Main network room
The building core where capacity, switching, and handoffs need to stay readable.
100+ units
Once a building reaches 100 units or more, the conversation is no longer only about adding WiFi or a few systems. It becomes a building architecture question: network rooms, floor distribution, capacity, segmentation, common-area equipment, and future growth.
Scale
At this size, capacity, maintenance, documentation, phased work, and coordination between many building zones all matter. WiFi, cameras, access control, and intercom all depend on the same base.
One improvised decision early on can complicate dozens of future additions. It is better to clarify the overall structure before equipment begins multiplying.
Plan early
The building core where capacity, switching, and handoffs need to stay readable.
Distribution points that keep cable runs realistic and make support easier later.
The backbone that ties levels, wings, and distant areas together cleanly.
WiFi, cameras, intercom, access, parking, and building systems planned as one environment.
Common mistakes
New build or major retrofit
In a new project, the goal is to use the right construction phases to position rooms, pathways, handoffs, and future reserves. In an existing building, the goal is to modernize without disrupting operations more than necessary.
In both cases, the objective stays the same: a stable network base that makes the building more connected, easier to manage, and ready for the next technology layer.
Compare
Needs change with the number of units, the floor count, the common spaces, and the system complexity.
When that foundation is planned properly, WiFi, cameras, intercom, access control, and the other building systems stay more stable, easier to expand, and simpler to manage together.
View this pageA readable main network room, clean cable paths, well-placed WiFi access points, and a realistic scope for the common areas.
View this pageA main network room, floor cabinets or closets, cleaner vertical links, and a real distribution logic between the building zones become much more common.
View this pageServices
The services that most often come up when a multifamily building network foundation is being structured.
Wireless
WiFi quality, access points, coverage planning, cabling, and network foundations for commercial buildings.
View serviceNetwork support
Main network rooms, racks, patch panels, handoffs, and clean distribution for building systems that are easier to operate.
View serviceBackbone
Backbone links between floors, network rooms, and distant zones when capacity or distance outgrows copper.
View serviceAccess
Readers, locks, panels, door cabling, and ongoing access administration for lobbies, entries, and restricted areas.
View serviceGuides
Guides that help frame WiFi, cabling, fiber, and the core decisions before the quote stage.
In occupied buildings, the work sequence matters as much as the equipment. Access, hours, communication, and phasing need to be planned.
Read the articleRack cleanup makes future camera, WiFi, access control, and cabling work easier to support and safer to modify.
Read the articleCat6A and fiber are not interchangeable. The right choice depends on distance, capacity, equipment rooms, and the role of the cable.
Read the articleFAQ
Short answers before the site visit or quote step.
Yes. At this size, phasing is often the most realistic approach, but the phases should still follow one common architecture from the start.
Yes, if it is planned properly. That is exactly what keeps operations clearer and prevents disconnected add-ons.
Because a large building keeps changing. Without clear labeling and structure, every addition or troubleshooting visit takes longer and costs more.
Discuss the project
Tell us about the floors, common spaces, access systems, and technologies that need to connect. We will help structure the architecture before fragmented additions take over.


Work request:
Give again, exactly, every line of the entries below from the one that has "I need the bounding box for fast food." to the last.

(Text-to-region grounding data)
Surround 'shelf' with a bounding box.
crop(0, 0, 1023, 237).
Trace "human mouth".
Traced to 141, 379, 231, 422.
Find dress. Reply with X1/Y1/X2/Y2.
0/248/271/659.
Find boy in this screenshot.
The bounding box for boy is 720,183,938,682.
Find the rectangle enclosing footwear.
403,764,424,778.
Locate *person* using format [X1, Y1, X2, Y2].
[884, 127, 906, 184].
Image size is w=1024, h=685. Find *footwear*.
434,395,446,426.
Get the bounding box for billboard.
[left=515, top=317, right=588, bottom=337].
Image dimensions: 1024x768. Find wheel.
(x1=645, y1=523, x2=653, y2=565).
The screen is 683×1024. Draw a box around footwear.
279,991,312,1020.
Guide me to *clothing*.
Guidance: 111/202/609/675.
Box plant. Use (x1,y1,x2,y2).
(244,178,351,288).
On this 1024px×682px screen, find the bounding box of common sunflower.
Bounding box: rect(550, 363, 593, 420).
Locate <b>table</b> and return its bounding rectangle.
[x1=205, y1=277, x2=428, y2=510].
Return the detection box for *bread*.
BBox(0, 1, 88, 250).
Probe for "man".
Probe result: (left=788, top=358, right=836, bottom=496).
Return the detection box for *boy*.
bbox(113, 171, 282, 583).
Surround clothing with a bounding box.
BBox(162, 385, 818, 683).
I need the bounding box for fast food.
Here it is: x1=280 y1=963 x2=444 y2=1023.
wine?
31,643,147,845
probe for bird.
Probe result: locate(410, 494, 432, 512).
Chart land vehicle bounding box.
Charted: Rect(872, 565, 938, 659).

Result of the task:
I need the bounding box for fast food.
Here it is: x1=280 y1=963 x2=444 y2=1023.
wine?
31,643,147,845
probe for bird.
Probe result: locate(410, 494, 432, 512).
Chart land vehicle bounding box.
Charted: Rect(872, 565, 938, 659).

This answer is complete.